The idea that a firewall should be an absolute minimal install is good for several reasons. First off, even if your software is "secure" now, nothing says that it will be secure next week, or even later today.

Traditionally a firewall protects multiple servers and/or clients, or even an entire network so high performance is a major issue for the firewall. Every service you have running on the firewall box besides the firewall software will take some amount of CPU time and network performance away from the firewall. Also, ideally you want the firewall box to be accessed by as few people as possible and this means not letting your web admin or db admin or whomever access the box just to "look around".

If someone else has access to the machine, even if their job is only to administer one of the services then you have a security problem with your firewall.
Now if this is just for a home machine or if the firewall exists only to protect one machine then most of the above is probably thrown out the window. But if you have a web server or a database server with peoples' personal information, SSN, CC #s, etc. then you really want all that info on a separate machine from everything else.
With that said at work, our firewall is just a bridging firewall meaning that it filters traffic but it's IP-less. It's basically invisible on the network and is completely inaccessible from a network connection. There's no way to be running other services on it. But at home I have a linux box that runs SSH, an internal only web proxy (junkbuster), and occasionally whatever else I feel like playing with since security isn't top priority for me at home.
BTW Linux with iptables is actually pretty fun and the IP Masquerading howto from ipmasq.cjb.net is really really good.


:: Task description ::
Each record that follows should be transcribed word for word.
Top of Extracted entries
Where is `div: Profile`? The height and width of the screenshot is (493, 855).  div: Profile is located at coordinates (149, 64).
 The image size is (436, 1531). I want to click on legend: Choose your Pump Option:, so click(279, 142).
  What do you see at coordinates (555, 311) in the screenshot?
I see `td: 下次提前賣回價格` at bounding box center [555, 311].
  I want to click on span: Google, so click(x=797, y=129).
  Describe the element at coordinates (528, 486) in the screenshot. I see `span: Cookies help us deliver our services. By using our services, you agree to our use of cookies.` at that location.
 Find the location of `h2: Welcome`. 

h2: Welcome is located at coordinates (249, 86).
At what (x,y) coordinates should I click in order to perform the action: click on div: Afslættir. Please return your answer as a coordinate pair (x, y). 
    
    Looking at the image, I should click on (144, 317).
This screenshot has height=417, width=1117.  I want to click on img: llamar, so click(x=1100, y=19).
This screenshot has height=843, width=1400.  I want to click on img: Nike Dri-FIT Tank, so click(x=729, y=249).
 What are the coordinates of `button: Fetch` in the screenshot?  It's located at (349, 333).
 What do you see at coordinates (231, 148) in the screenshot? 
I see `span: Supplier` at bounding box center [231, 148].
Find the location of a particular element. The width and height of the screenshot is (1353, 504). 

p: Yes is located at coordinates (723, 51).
Bottom of Extracted entries
:: Output below ::
Where is `div: Profile`? The height and width of the screenshot is (493, 855).  div: Profile is located at coordinates (149, 64).
 The image size is (436, 1531). I want to click on legend: Choose your Pump Option:, so click(279, 142).
  What do you see at coordinates (555, 311) in the screenshot?
I see `td: 下次提前賣回價格` at bounding box center [555, 311].
  I want to click on span: Google, so click(x=797, y=129).
  Describe the element at coordinates (528, 486) in the screenshot. I see `span: Cookies help us deliver our services. By using our services, you agree to our use of cookies.` at that location.
 Find the location of `h2: Welcome`. 

h2: Welcome is located at coordinates (249, 86).
At what (x,y) coordinates should I click in order to perform the action: click on div: Afslættir. Please return your answer as a coordinate pair (x, y). 
    
    Looking at the image, I should click on (144, 317).
This screenshot has height=417, width=1117.  I want to click on img: llamar, so click(x=1100, y=19).
This screenshot has height=843, width=1400.  I want to click on img: Nike Dri-FIT Tank, so click(x=729, y=249).
 What are the coordinates of `button: Fetch` in the screenshot?  It's located at (349, 333).
 What do you see at coordinates (231, 148) in the screenshot? 
I see `span: Supplier` at bounding box center [231, 148].
Find the location of a particular element. The width and height of the screenshot is (1353, 504). 

p: Yes is located at coordinates (723, 51).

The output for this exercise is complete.